Conflicts of Interest

All authors declare no conflict of interest. The funders had no role in the design of the study; in the collection, analyses, or interpretation of data; in the writing of the manuscript, or in the decision to publish the results.

References

  1. Putman, N.F.; Lohmann, K.J.; Putman, E.M.; Quinn, T.P.; Klimley, A.P.; Noakes, D.L. Evidence for geomagnetic imprinting as a homing mechanism in Pacific salmon. Curr. Biol. 2013, 23, 312–316. [Google Scholar] [CrossRef] [Green Version]
  2. Mouritsen, H. Long-distance navigation and magnetoreception in migratory animals. Nature 2018, 558, 50–59. [Google Scholar] [CrossRef]
  3. Wynn, J.; Padget, O.; Mouritsen, H.; Perrins, C.; Guilford, T. Natal imprinting to the Earth’s magnetic field in a pelagic seabird. Curr. Biol. 2020, 30, 2869–2873. [Google Scholar] [CrossRef]
  4. Wynn, J.; Padget, O.; Mouritsen, H.; Morford, J.; Jaggers, P.; Guilford, T. Magnetic stop signs signal a European songbird’s arrival at the breeding site following migration. Science 2022, 375, 446–449. [Google Scholar] [CrossRef]
  5. Lohmann, K.J.; Goforth, K.M.; Mackiewicz, A.G.; Lim, D.S.; Lohmann, C.M.F. Magnetic maps in animal navigation. J. Comp. Physiol. A 2022, 208, 41–67. [Google Scholar] [CrossRef]
  6. Ritz, T.; Adem, S.; Schulten, K. A model for photoreceptor-based magnetoreception in birds.
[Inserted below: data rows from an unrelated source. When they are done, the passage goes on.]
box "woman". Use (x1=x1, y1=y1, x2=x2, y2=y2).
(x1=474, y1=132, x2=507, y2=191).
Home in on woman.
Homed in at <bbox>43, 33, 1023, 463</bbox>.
Biophys. J. 2000, 78, 707–718. [Google Scholar] [CrossRef] [Green Version]
  7. Wiltschko, W.; Munro, U.; Ford, H.; Wiltschko, R. Red-light disrupts magnetic orientation of migratory birds. Nature 1993, 364, 525–527. [Google Scholar] [CrossRef]
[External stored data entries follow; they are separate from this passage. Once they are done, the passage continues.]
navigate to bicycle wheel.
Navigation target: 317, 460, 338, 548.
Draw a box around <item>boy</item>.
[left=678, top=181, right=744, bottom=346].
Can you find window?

  8. Hore, P.J.; Mouritsen, H. The radical pair mechanism of magnetoreception. Annu. Rev. Biophys. 2016, 45, 299–344. [Google Scholar] [CrossRef] [PubMed]
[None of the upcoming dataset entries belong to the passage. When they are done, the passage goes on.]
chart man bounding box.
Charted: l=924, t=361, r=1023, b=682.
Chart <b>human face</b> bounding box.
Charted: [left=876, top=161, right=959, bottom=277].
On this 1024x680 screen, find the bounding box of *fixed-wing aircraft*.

  9. Schulten, K.; Swenberg, C.E.; Weller, A. Biomagnetic sensory mechanism based on magnetic coherent electron-spin motion. Z. Phys. Chem. 1978, 111, 1–5. [Google Scholar] [CrossRef]
  10. Liedvogel, M.; Maeda, K.; Henbest, K.; Schleicher, E.; Simon, T.; Timmel, C.R.; Hore, P.J.; Mouritsen, H. Chemical magnetoreception: Bird cryptochrome 1a is excited by blue light and forms long-lived radical-pairs. PLoS ONE 2007, 2, e1106. [Google Scholar] [CrossRef] [PubMed]
  11. Liedvogel, M.; Mouritsen, H. Cryptochromes—A potential magnetoreceptor: What do we know and what do we want to know? J. R. Soc. Interface 2010, 7, S147–S162. [Google Scholar] [CrossRef] [PubMed]
  12. Zapka, M.; Heyers, D.; Hein, C.M.; Engels, C.; Schneider, N.L.; Hans, J.; Weiler, S.; Dreyer, D.; Kishkinev, D.; Wild, J.M.; et al. but not trigeminal mediation of magnetic compass information in a migratory bird. Nature 2009, 461, 1274–1278. [Google Scholar] [CrossRef] [PubMed]
  13. Sancar, A. Mechanisms of DNA Repair by Photolyase and Excision Nuclease (Nobel Lecture). Angew. Chem. Int. Ed. Engl. 2016, 55, 8502–8527. [Google Scholar] [CrossRef] [PubMed]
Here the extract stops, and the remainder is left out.